Summers, Business Voice Support for China's WTO Accession

US Treasury Secretary Lawrence H. Summers and his nine predecessors joined business leaders Monday in supporting China's accession to the World Trade Organization (WTO) and granting the world's most populous nation permanent normal trade relations (PNTR).

Summers flew this morning to attend a breakfast gathering of 40 business leaders and six congressmen interested in trade with China. At a following press briefing, a letter in the name of nine former treasury secretaries to President Bill Clinton was circulated.

The secretary warned that it would be a "grave mistake" not to facilitate China's accession to the WTO with PNTR. However, apparently to placate the labor unions lobbying against a landmark deal with China, he stressed that the workers' rights everywhere in the world should be protected.

The United States and China signed the trade agreement last November, paving the way for China's entry into the Geneva-based WTO. It calls on China to open a wide range of markets, from agriculture to communications. In exchange, American congress should grant Beijing PNTR, a status that would guarantee Chinese goods the same low-tariff access to the U.S. markets as products from almost every other nation.

But the PNTR faces stiff opposition from some democrats in the House and labor union leaders who have demanded China improve human rights and labor standards before joining the WTO.

"I believe the PNTR is very much in our national interest, very much in the interest of American workers," said Summers with Maurice R. Greenberg, Chairman of American International Group(AIG) , Inc., and Lewis M. Eisenberg, chairman of the Port Authority of New York and New Jersey, standing with him before cameras, a show of consensus on backing China's integration into the global trade system.

Summer's predecessors, including Robert Rubin, James A. Baker, Lloyd M. Bentsen, W. Michael Blumenthal, Nicholas F. Brady, Douglas Dillon, G. William Miller, George Shults and William Simon, voiced their backing for President Clinton's efforts to secure the passage of his bill on China's PNTR.

"Since the normalization of relations with China and the establishment of the U.S.-China Joint Economic Committee two decades ago, each Administration has worked to encourage China's market reforms and integration into the world economy.
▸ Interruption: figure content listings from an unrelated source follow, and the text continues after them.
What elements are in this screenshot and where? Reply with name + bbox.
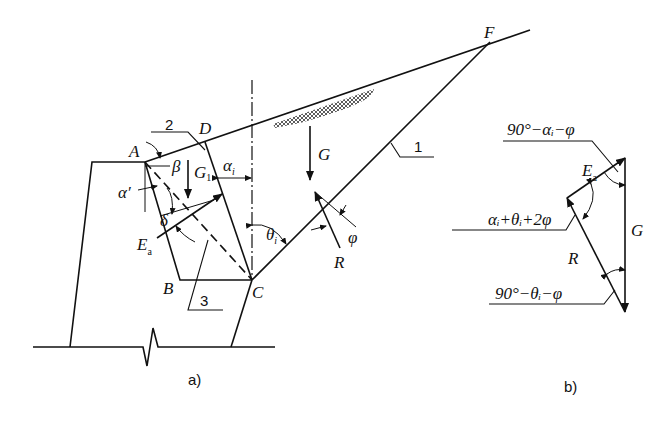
Ea-angle-arc xyxy=(176,226,195,242)
point-C-label: C xyxy=(252,283,264,302)
b-R-label: R xyxy=(567,249,579,268)
b-bottom-arc xyxy=(607,270,625,275)
b-mid-arc xyxy=(583,184,593,219)
force-diagram: A B C D F 1 2 3 G G1 Ea R αi β α′ δ θi φ… xyxy=(0,0,654,422)
angle-theta-i-label: θi xyxy=(266,225,277,246)
point-F-label: F xyxy=(483,23,495,42)
wall-heel xyxy=(231,280,252,347)
angle-beta-label: β xyxy=(171,157,181,176)
callout-3-label: 3 xyxy=(200,292,208,309)
retaining-wall xyxy=(70,162,145,347)
b-top-angle-label: 90°−αᵢ−φ xyxy=(507,120,575,139)
panel-a xyxy=(33,30,530,366)
force-Ea-label: Ea xyxy=(136,235,152,257)
phi-arc-2 xyxy=(311,226,326,230)
callout-2-leader xyxy=(151,132,205,150)
phi-arc-1 xyxy=(340,205,346,215)
Ea-parallel xyxy=(160,200,214,216)
angle-delta-label: δ xyxy=(160,211,169,230)
force-G1-label: G1 xyxy=(194,163,211,183)
callout-1-leader xyxy=(391,143,434,157)
angle-alpha-i-label: αi xyxy=(223,156,235,177)
callout-1-label: 1 xyxy=(414,138,422,155)
R-arrow xyxy=(315,192,340,248)
alpha-prime-arc xyxy=(138,186,157,190)
b-Ea-label: Ea xyxy=(581,161,597,183)
b-top-leader xyxy=(503,141,618,172)
point-B-label: B xyxy=(163,279,174,298)
angle-phi-label: φ xyxy=(348,228,357,247)
panel-b-caption: b) xyxy=(564,378,577,395)
point-D-label: D xyxy=(198,119,212,138)
beta-arc xyxy=(146,142,160,158)
ground-line xyxy=(33,328,275,366)
callout-2-label: 2 xyxy=(165,116,173,133)
slope-surface xyxy=(145,30,530,162)
angle-alpha-prime-label: α′ xyxy=(118,183,131,202)
b-bottom-angle-label: 90°−θᵢ−φ xyxy=(495,284,562,303)
b-mid-angle-label: αᵢ+θᵢ+2φ xyxy=(488,210,552,229)
force-R-label: R xyxy=(333,253,345,272)
force-G-label: G xyxy=(318,145,330,164)
b-G-label: G xyxy=(631,221,643,240)
soil-hatch xyxy=(273,89,374,128)
b-top-arc xyxy=(604,172,625,185)
point-A-label: A xyxy=(128,142,140,161)
failure-plane xyxy=(252,42,490,280)
panel-a-caption: a) xyxy=(188,371,201,388)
Your Administration -- and this U.S. Congress -- have an historic opportunity to secure important commercial benefits for the American people while promoting greater openness, transparency, and reform in China's economy," they said.

AIG Chairman Greensberg, concurrently chairman of the Asia Society and director of the National committee for U.S.-China Relations, warned that it would be a "tragedy" to think otherwise. The CEOs and congressmen had "very good discussions" about the issue and reached the point that it is important to integrate China into the world economy, said Greensberg, who hosted the breakfast gathering. He made his first visit to Beijing in 1975 and His AIG had its corporate origins in China when its founder C.V. Starr founded Asia Life Insurance Company in Shanghai in 1919. Chairman Eisenberg told reporters that he supports China's PNTR and urges congressional approval of that status because for centuries, foreign trade has been the lifeblood of the economies of New York and New Jersey, and China, with its 1.2 billion people, is a huge market.

According to his account, last year U.S. exports to China totaled some 18 billion U.S. dollars. Of that, 1.3 billion dollar worth of goods was shipped from the New York and New Jersey region. "We need to build on this enormously important relationship," he said.

Eisenberg said Governor Christine Todd Whitman of New Jersey and Governor George Pataki of New York also support normal trade relations with China.

Whitman and Pataki were among the 44 governors who signed a letter on March 31 to Senate majority leader Trent Lott, urging him to support China's PNTR. They said that the U.S. exports to China in 1998 created 200,000 jobs for Americans and if the PNTR is granted the exports to that country could nearly double.